Anything is possible but that's too much of a conspiracy for my taste.
Someone has to choose to end their life and this of the other 238. That takes some real motivation.
Outside the fundamentalist extremist terrorist profile, the only real possibility for someone to motivated enough to go along with something like that, to me, is a threat on the lives of someone's entire family.
Possible. But I'm still trying to wrap my brain around pilot suicide. which is much more likely. Hope you're wrong.
Someone has to choose to end their life and this of the other 238. That takes some real motivation.
Outside the fundamentalist extremist terrorist profile, the only real possibility for someone to motivated enough to go along with something like that, to me, is a threat on the lives of someone's entire family.
Possible. But I'm still trying to wrap my brain around pilot suicide. which is much more likely.

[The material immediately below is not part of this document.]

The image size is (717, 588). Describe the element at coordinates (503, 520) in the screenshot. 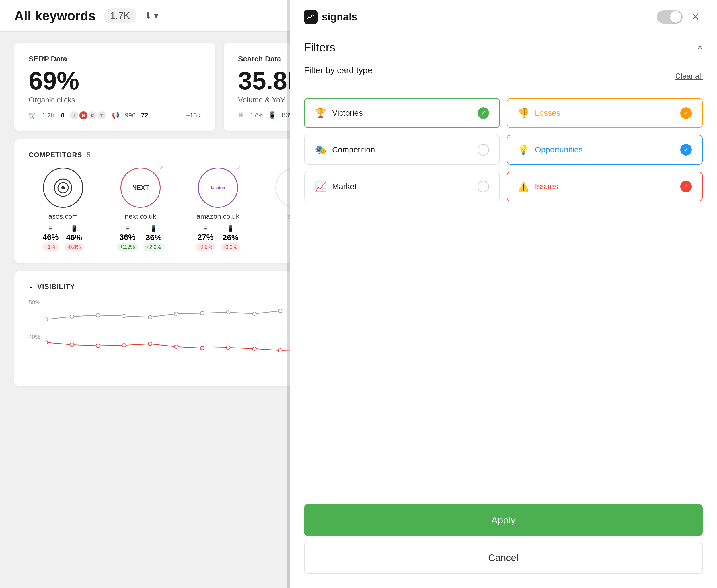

Hope you're wrong.
I don't necessarily include the top level of government (but not ruling it out either). It seems too well organized to be a single individual, which implies a conspiracy of some level of complexity.
I wonder where the pilot's family is now?
I wonder where the pilot's family is now?
Pilot suicide is not at all likely. Pilots that have done this in the past don't make elaborate maneuvers, they simply down the plane. Elaborate maneuvers such as this vastly increase the chance that something goes wrong - say you are overcome by a passenger or the crew - then go to prison instead of dying. You don't go through all these elaborate steps, then fly known waypoints that would take you to the Middle East, to only turn the plane around, head to the Indian Ocean, run out of fuel and die. It just doesn't make any sense. If he wanted to run out of fuel before dying for some reason, he could have taken an easier route over the Pacific to accomplish the same ends without having to fly back over Malaysian radar. Pilot suicide, knowing the facts, is just nonsensical. Which means that the southern corridor is nonsensical. This plane continued to fly in the direction it was heading when it disappeared - northwest, along known navigational waypoints that would take it to the Middle East.
The only objection to this theory is the idea that the plane would have to travel over many radar systems to get to its destination. But is this an objection at all? After all, it got across Malaysia, even overflying a major city at lower altitude, with no problem. The Indian Navy has admitted that their radar system is used on "an as-needed basis". If that is the case with those two countries, you can bet it's a snap to overfly Burma and Bangladesh, too. The simple fact is, that' the way the plane was heading, and we now know that getting through the radar systems of these countries is actually not as difficult as we might have imagined before. Whoever did this obviously knew how to do so, which spells state planning.
The only objection to this theory is the idea that the plane would have to travel over many radar systems to get to its destination. But is this an objection at all? After all, it got across Malaysia, even overflying a major city at lower altitude, with no problem. The Indian Navy has admitted that their radar system is used on "an as-needed basis". If that is the case with those two countries, you can bet it's a snap to overfly Burma and Bangladesh, too. The simple fact is, that' the way the plane was heading, and we now know that getting through the radar systems of these countries is actually not as difficult as we might have imagined before. Whoever did this obviously knew how to do so, which spells state planning.
Makes sense.
But why?
But why?
No idea... and this is the million dollar (and very frightening) question. This was a pretty spectacular operation - one could safely infer the reason was also spectacular.
The Daily Mail reports the pilot's home in Shah Alam is near the airport. Sorry, I drive that route often, it is 28 miles. Hardly near his home.
There is other nonsense in the article about attending a trial in Putra Jaya and the capabilities and abilities of Radar and VHF communications.